As with many aspects of life for working woman, getting a job after a certain age may be harder for women than it is for men. Looking at more than 40,000 job applications across a variety of industries, a study from the National Bureau of Economic Research found "robust" evidence of age discrimination in hiring female candidates and "considerably less evidence" for age discrimination against male candidates. The findings suggest that age discrimination is especially a female problem.  

The researchers sent out résumés to job listings for positions in sales, administration, security, and janitorial work. They measured the response rate, comparing young applicants (aged 29 to 31) to two groups of older workers (aged 49 to 51 and those nearing retirement at age 64 to 66), while factoring in possible reasons a company might not hire them, such as experience. "Our general results are just a lot sharper for women than men," said David Neumark, the principle researcher on the study. "The results for women keep coming up strong no matter what." The results for men are much more ambiguous. 

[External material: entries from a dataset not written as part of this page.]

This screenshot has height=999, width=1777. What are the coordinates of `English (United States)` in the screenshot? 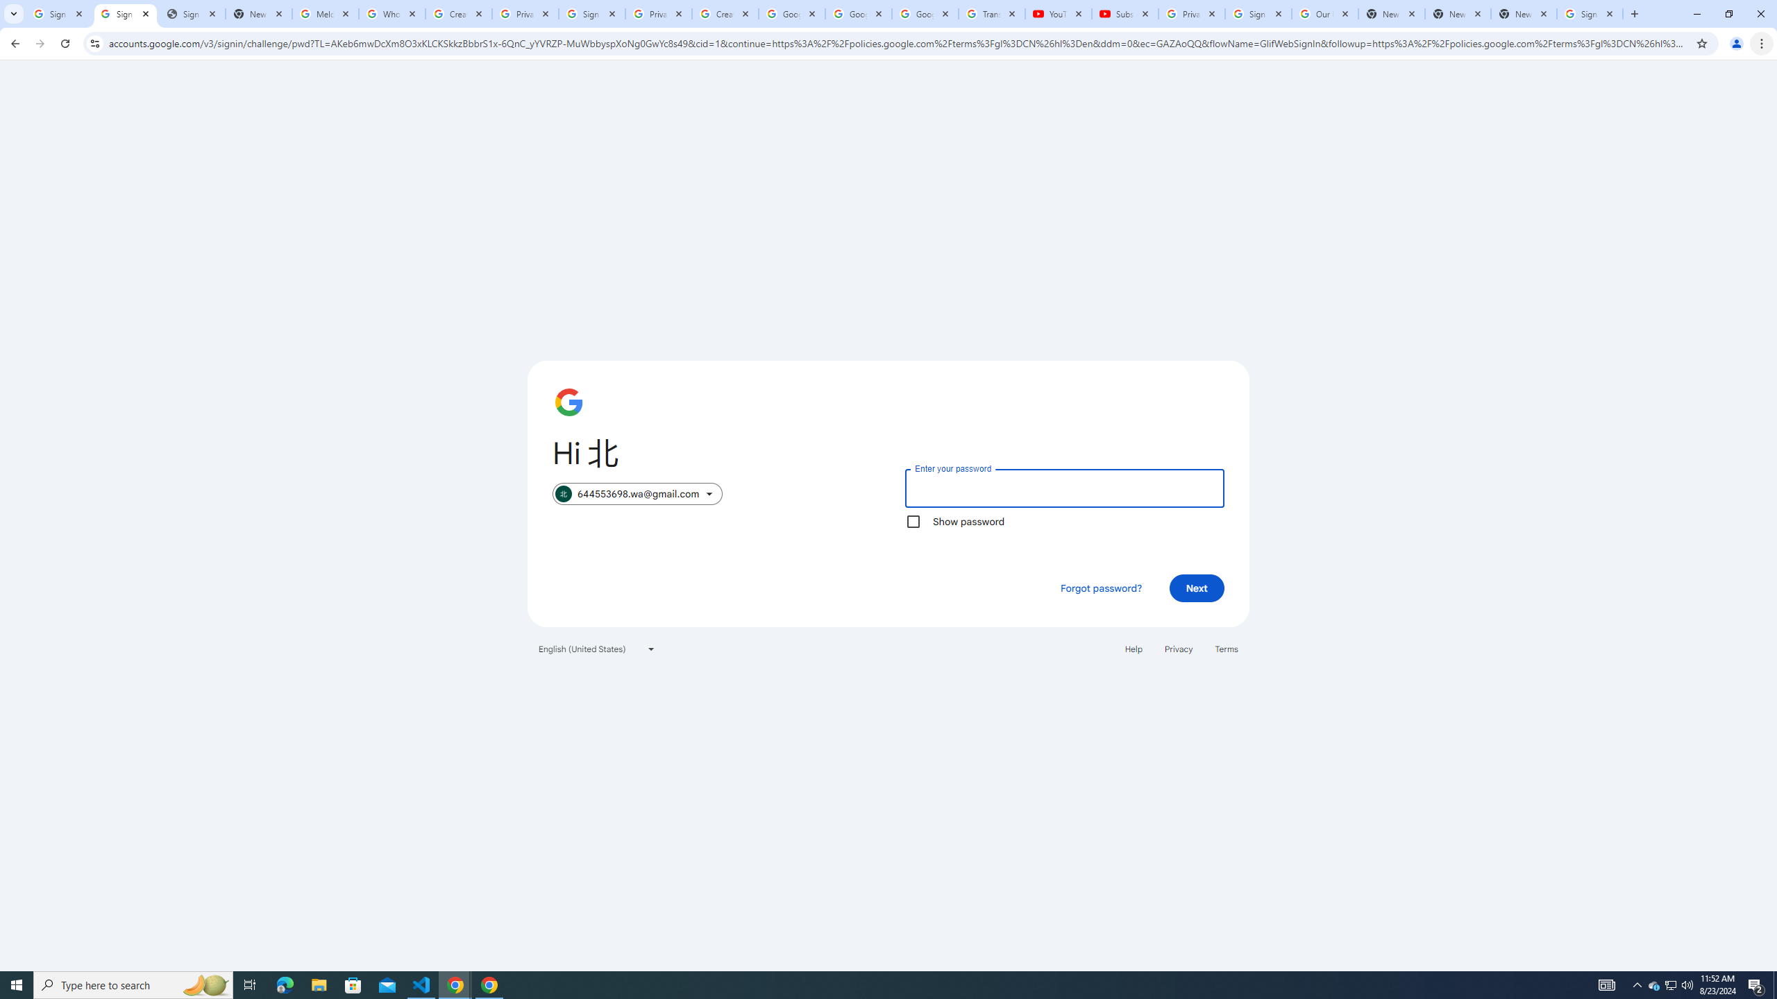 It's located at (597, 648).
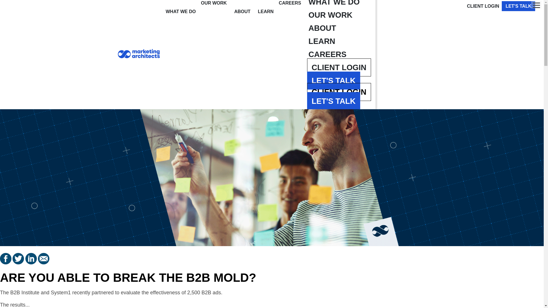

In no scenario did men face statistically significant discrimination before the age of 51. In fact, men aged 49 to 51 were called back by prospective employers at a higher rate than younger candidates when they sought janitor positions. As men inch toward retirement, some experience age discrimination, though not always. For those applying for jobs in security, the researchers found no statistical significance of age discrimination at any age. 

For women, age discrimination starts earlier and never relents. In sales, the only occupation for which researchers submitted applications from both men and women, the study finds "considerably stronger evidence of discrimination against older women than older men." There is also no scenario in which women over the age of 49 aren't punished. Across all job types, sales and administrative, the researchers found "unambiguous" age discrimination against women in both older age ranges when compared to younger women. "Ageism is worse for women," said Neumark, an economist at UC Irvine. In sales jobs, for example, the young women got more callbacks than the young men. But as they age, the decline in callbacks is sharper. For women, "age gets punished more," says Neumark.  

The researchers offer two theories as to why women are penalized more often than men and at a younger age; both boil down to sexism. First, age discrimination laws don't protect women as a specific category. Two separate laws protect women and older workers. "'Intersectional' claims of age discrimination against older women are difficult to bring before the courts," the researchers wrote. One researcher at SUNY Buffalo, for example, found that age discrimination laws do far less to protect older women than older men. In addition, the researchers suspect that gendered norms in the workplace worsen as women age. "Older women may in fact experience more discrimination than older men, because physical appearance matters more for women and because age detracts more from physical appearance for women than for men," the researchers wrote.

"It [the study] reinforces to me that this is something about taste, discomfort, or other kinds of stereotypes about age that some reason effect women more than men," adds Neumark.